Innovation doesn’t fail only because features are weak; it fails because switching is hard. Buyers anchor on what they already use, sellers overweight what they’ve just built, and organizations often respond by piling on more features—raising cognitive cost and delaying value. A practical path forward is to design not just a better product, but a better transition. The following three lenses—balancing change with adoption, countering loss aversion, and preventing feature creep—offer a formal, field-tested way to ship progress without creating resistance.
1) Balancing innovation with buyer resistance:
Product managers should pursue a design principle of “change the product a lot; change the user a little.” In practice, that means preserving familiar workflows, nomenclature, and muscle memory while upgrading underlying capabilities, so perceived switching costs remain low even as value rises. Rollouts should be sequenced—pilot with receptive segments, convert wins into references, then expand—while pricing and packaging the switch itself. This approach aligns with Gourville’s distinction between “smash hits” (large value, minimal behavior change) and “long hauls” (value that requires habit change): when behavior change is unavoidable, PMs must plan for slower adoption, heavier enablement, and success metrics that emphasize usage and outcomes over launch theatrics.
2) Loss aversion’s role, and how to counter it.
Buyers evaluate innovations relative to the status quo, over-weighting potential losses versus equivalent gains (endowment effect, status-quo bias). Gourville notes a structural gap: users typically require multiple times more perceived value to give up what they “own,” while innovators overvalue what they built—together creating a steep psychological hurdle. PMs can leverage this by:
(a) shrinking perceived losses: preserving shortcuts, importing data, maintaining legacy views during transition
(b) amplifying salient gains: expressing benefits in the buyer’s units (time saved, error reduction, revenue lift) and aiming for order-of-magnitude improvements when workflow change is required
(c) segmenting for the un-endowed: starting with new teams or use cases where the incumbent has less hold
(d) budgeting time: treating habit-changing products as deliberate “long hauls” rather than quick wins
3) Feature creep: risks and safeguards. Feature creep often reflects the same cognitive asymmetry in reverse: teams overweight the “gain” of one more capability while underweighting the user’s loss of clarity and flow. Its costs include diluted value propositions, higher cognitive load, slower time-to-value, and maintenance drag that crowds out genuinely differentiating work. PMs can avoid this trap while still addressing eager sellers’ demands by instituting
(a) JTBD-based admission criteria—every addition must relieve a defined customer “loss” or amplify a validated “gain” for a target segment
(b) adoption-weighted portfolio governance—prioritize by value delivered versus behavior change required, explicitly sunsetting low-adoption items
(c) time-boxed bets with clear exit rules (kill-switch culture)
(d) release discipline—one headliner per release with supporting enhancements, rather than bundles of medium features that raise cognitive cost.
These safeguards honor legitimate sales input while protecting coherence and adoption.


*ASSIGNMENT*:
From top to bottom, write out the listing exactly.

*DATA TO EXAMINE*:

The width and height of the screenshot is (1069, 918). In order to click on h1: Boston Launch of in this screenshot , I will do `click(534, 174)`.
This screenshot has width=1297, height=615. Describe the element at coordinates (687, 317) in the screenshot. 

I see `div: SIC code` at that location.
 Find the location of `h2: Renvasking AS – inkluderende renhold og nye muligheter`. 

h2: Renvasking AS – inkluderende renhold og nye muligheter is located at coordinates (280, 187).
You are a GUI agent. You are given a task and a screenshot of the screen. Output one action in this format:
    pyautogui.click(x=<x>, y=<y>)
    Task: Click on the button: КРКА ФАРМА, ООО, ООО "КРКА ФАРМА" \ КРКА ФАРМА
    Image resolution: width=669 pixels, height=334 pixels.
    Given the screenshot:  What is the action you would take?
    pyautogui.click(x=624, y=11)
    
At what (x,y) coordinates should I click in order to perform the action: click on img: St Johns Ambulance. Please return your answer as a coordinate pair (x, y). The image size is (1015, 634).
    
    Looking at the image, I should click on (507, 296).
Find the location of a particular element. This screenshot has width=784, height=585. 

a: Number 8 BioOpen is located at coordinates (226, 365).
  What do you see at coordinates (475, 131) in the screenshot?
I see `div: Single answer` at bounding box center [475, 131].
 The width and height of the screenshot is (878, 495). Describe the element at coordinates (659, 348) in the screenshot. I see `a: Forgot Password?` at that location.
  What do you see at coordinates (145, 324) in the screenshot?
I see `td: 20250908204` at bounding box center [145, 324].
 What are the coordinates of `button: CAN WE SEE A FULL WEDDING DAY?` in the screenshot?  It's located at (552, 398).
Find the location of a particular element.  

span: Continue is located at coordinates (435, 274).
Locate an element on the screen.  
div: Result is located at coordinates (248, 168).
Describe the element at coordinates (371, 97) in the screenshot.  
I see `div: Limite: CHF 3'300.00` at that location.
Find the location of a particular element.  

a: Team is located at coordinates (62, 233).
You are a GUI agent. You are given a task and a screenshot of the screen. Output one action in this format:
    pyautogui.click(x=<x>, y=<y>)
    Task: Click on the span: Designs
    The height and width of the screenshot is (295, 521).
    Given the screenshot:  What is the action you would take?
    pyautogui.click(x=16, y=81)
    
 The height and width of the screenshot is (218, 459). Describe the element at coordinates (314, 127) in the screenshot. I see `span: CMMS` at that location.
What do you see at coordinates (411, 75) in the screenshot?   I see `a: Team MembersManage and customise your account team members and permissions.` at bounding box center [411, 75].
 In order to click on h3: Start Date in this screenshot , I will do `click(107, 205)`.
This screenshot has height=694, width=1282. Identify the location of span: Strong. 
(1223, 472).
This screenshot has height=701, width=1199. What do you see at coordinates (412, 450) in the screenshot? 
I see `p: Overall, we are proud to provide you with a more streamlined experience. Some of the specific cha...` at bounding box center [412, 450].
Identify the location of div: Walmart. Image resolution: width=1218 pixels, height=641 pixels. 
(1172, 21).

*THE COMPLETED TASK*:
The width and height of the screenshot is (1069, 918). In order to click on h1: Boston Launch of in this screenshot , I will do `click(534, 174)`.
This screenshot has width=1297, height=615. Describe the element at coordinates (687, 317) in the screenshot. 

I see `div: SIC code` at that location.
 Find the location of `h2: Renvasking AS – inkluderende renhold og nye muligheter`. 

h2: Renvasking AS – inkluderende renhold og nye muligheter is located at coordinates (280, 187).
You are a GUI agent. You are given a task and a screenshot of the screen. Output one action in this format:
    pyautogui.click(x=<x>, y=<y>)
    Task: Click on the button: КРКА ФАРМА, ООО, ООО "КРКА ФАРМА" \ КРКА ФАРМА
    Image resolution: width=669 pixels, height=334 pixels.
    Given the screenshot:  What is the action you would take?
    pyautogui.click(x=624, y=11)
    
At what (x,y) coordinates should I click in order to perform the action: click on img: St Johns Ambulance. Please return your answer as a coordinate pair (x, y). The image size is (1015, 634).
    
    Looking at the image, I should click on (507, 296).
Find the location of a particular element. This screenshot has width=784, height=585. 

a: Number 8 BioOpen is located at coordinates (226, 365).
  What do you see at coordinates (475, 131) in the screenshot?
I see `div: Single answer` at bounding box center [475, 131].
 The width and height of the screenshot is (878, 495). Describe the element at coordinates (659, 348) in the screenshot. I see `a: Forgot Password?` at that location.
  What do you see at coordinates (145, 324) in the screenshot?
I see `td: 20250908204` at bounding box center [145, 324].
 What are the coordinates of `button: CAN WE SEE A FULL WEDDING DAY?` in the screenshot?  It's located at (552, 398).
Find the location of a particular element.  

span: Continue is located at coordinates (435, 274).
Locate an element on the screen.  
div: Result is located at coordinates (248, 168).
Describe the element at coordinates (371, 97) in the screenshot.  
I see `div: Limite: CHF 3'300.00` at that location.
Find the location of a particular element.  

a: Team is located at coordinates (62, 233).
You are a GUI agent. You are given a task and a screenshot of the screen. Output one action in this format:
    pyautogui.click(x=<x>, y=<y>)
    Task: Click on the span: Designs
    The height and width of the screenshot is (295, 521).
    Given the screenshot:  What is the action you would take?
    pyautogui.click(x=16, y=81)
    
 The height and width of the screenshot is (218, 459). Describe the element at coordinates (314, 127) in the screenshot. I see `span: CMMS` at that location.
What do you see at coordinates (411, 75) in the screenshot?   I see `a: Team MembersManage and customise your account team members and permissions.` at bounding box center [411, 75].
 In order to click on h3: Start Date in this screenshot , I will do `click(107, 205)`.
This screenshot has height=694, width=1282. Identify the location of span: Strong. 
(1223, 472).
This screenshot has height=701, width=1199. What do you see at coordinates (412, 450) in the screenshot? 
I see `p: Overall, we are proud to provide you with a more streamlined experience. Some of the specific cha...` at bounding box center [412, 450].
Identify the location of div: Walmart. Image resolution: width=1218 pixels, height=641 pixels. 
(1172, 21).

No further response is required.